Close Denver Mint?
With coin demand at what seems to be a new permanent low plateau of around three billion pieces a year, the U.S. Mint faces the choice of what to do…
With coin demand at what seems to be a new permanent low plateau of around three billion pieces a year, the U.S. Mint faces the choice of what to do with all of its production capacity and employees.
Is it time to do the unthinkable and close the Denver Mint?
Philadelphia alone can produce more than enough coins to keep an adequate supply going under present conditions.
That, of course, is the key phrase: present conditions.
Can anybody now envision any circumstances where coin demand will once again run over 25 billion pieces as it did in 2000 and require multiple shifts to get all of the work done?

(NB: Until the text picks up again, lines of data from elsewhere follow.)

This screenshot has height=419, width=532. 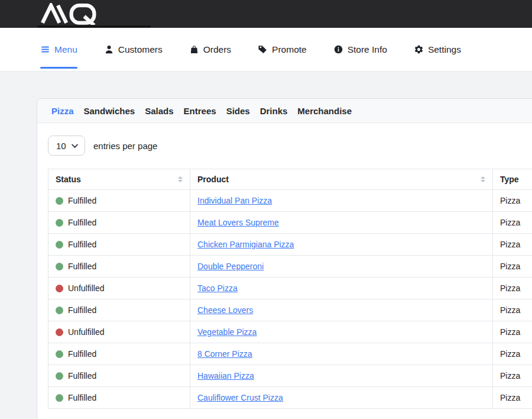 What do you see at coordinates (342, 333) in the screenshot?
I see `product-cell: Vegetable Pizza` at bounding box center [342, 333].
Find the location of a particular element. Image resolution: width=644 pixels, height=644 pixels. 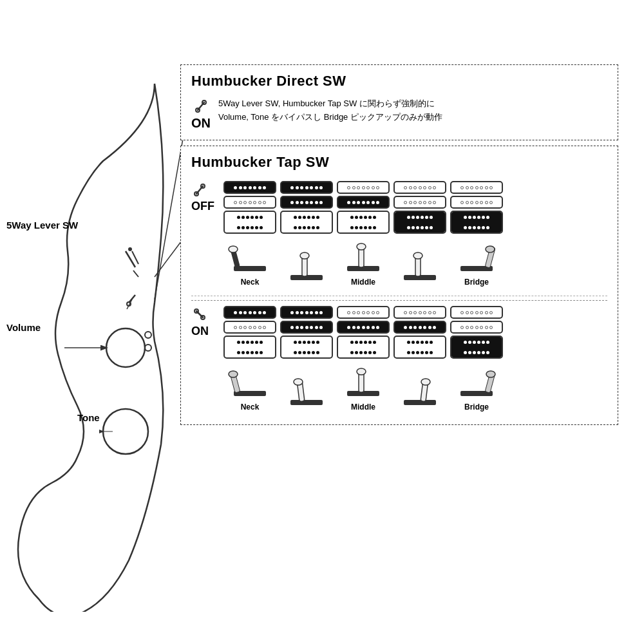

off-col2 is located at coordinates (307, 187).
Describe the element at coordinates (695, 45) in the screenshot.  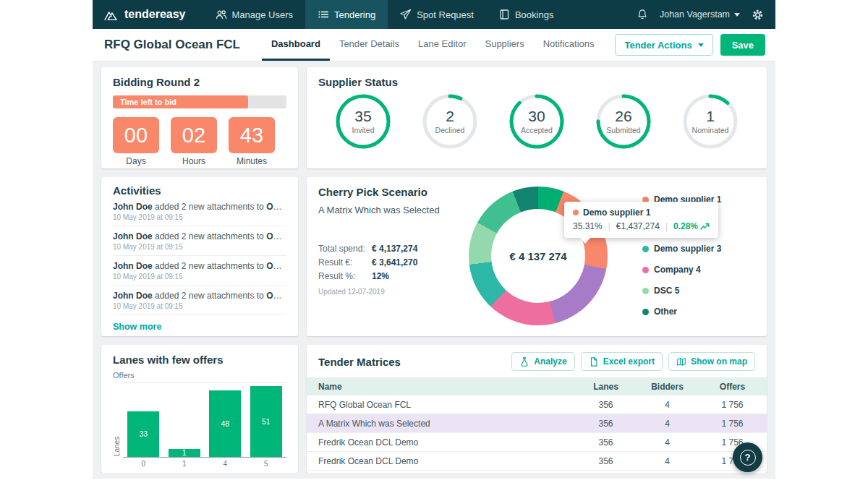
I see `header-actions: Tender Actions Save` at that location.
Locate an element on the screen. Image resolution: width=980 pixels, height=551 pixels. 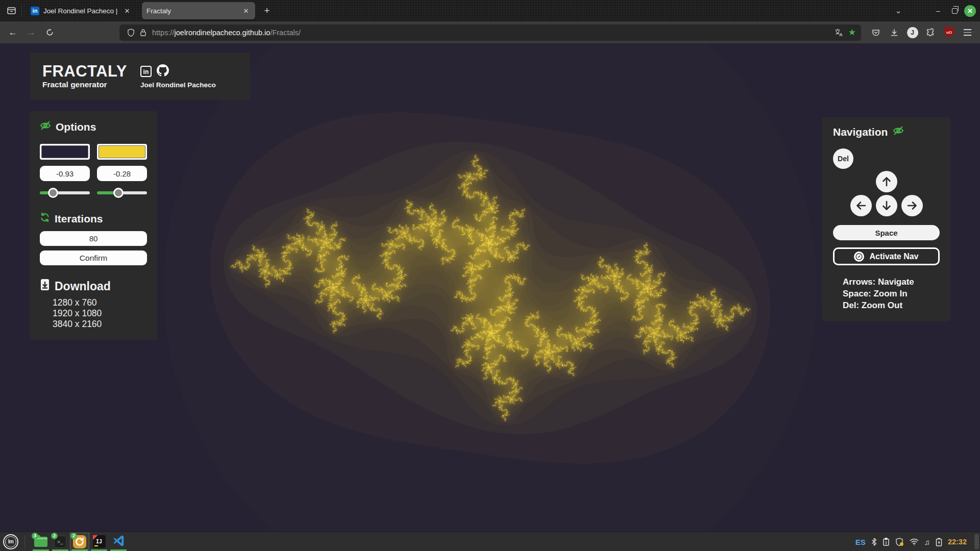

Under those high-coin-demand circumstances, retaining the two minting facilities would be crucial.
Those who remember the story of the closure of the San Francisco Mint in 1955 might use it as an object lesson as to what happens when capacity is eliminated. A decade later there was a national coin shortage. It was put back to work.
Should the whole Mint operation be restructured? Close Philadelphia, too, after building a state-of-the-art minting facility in a large open area where Interstate highways come together. The new plant could be scalable to rapidly increase production should higher demand ever arise.
Barring such radical changes, should the Mint jump into the international scrum and look for coin striking business from other countries as it used to do but hasn’t for many years?
Or will the Mint sit at the present default position with many underused presses and employees without tasks to perform?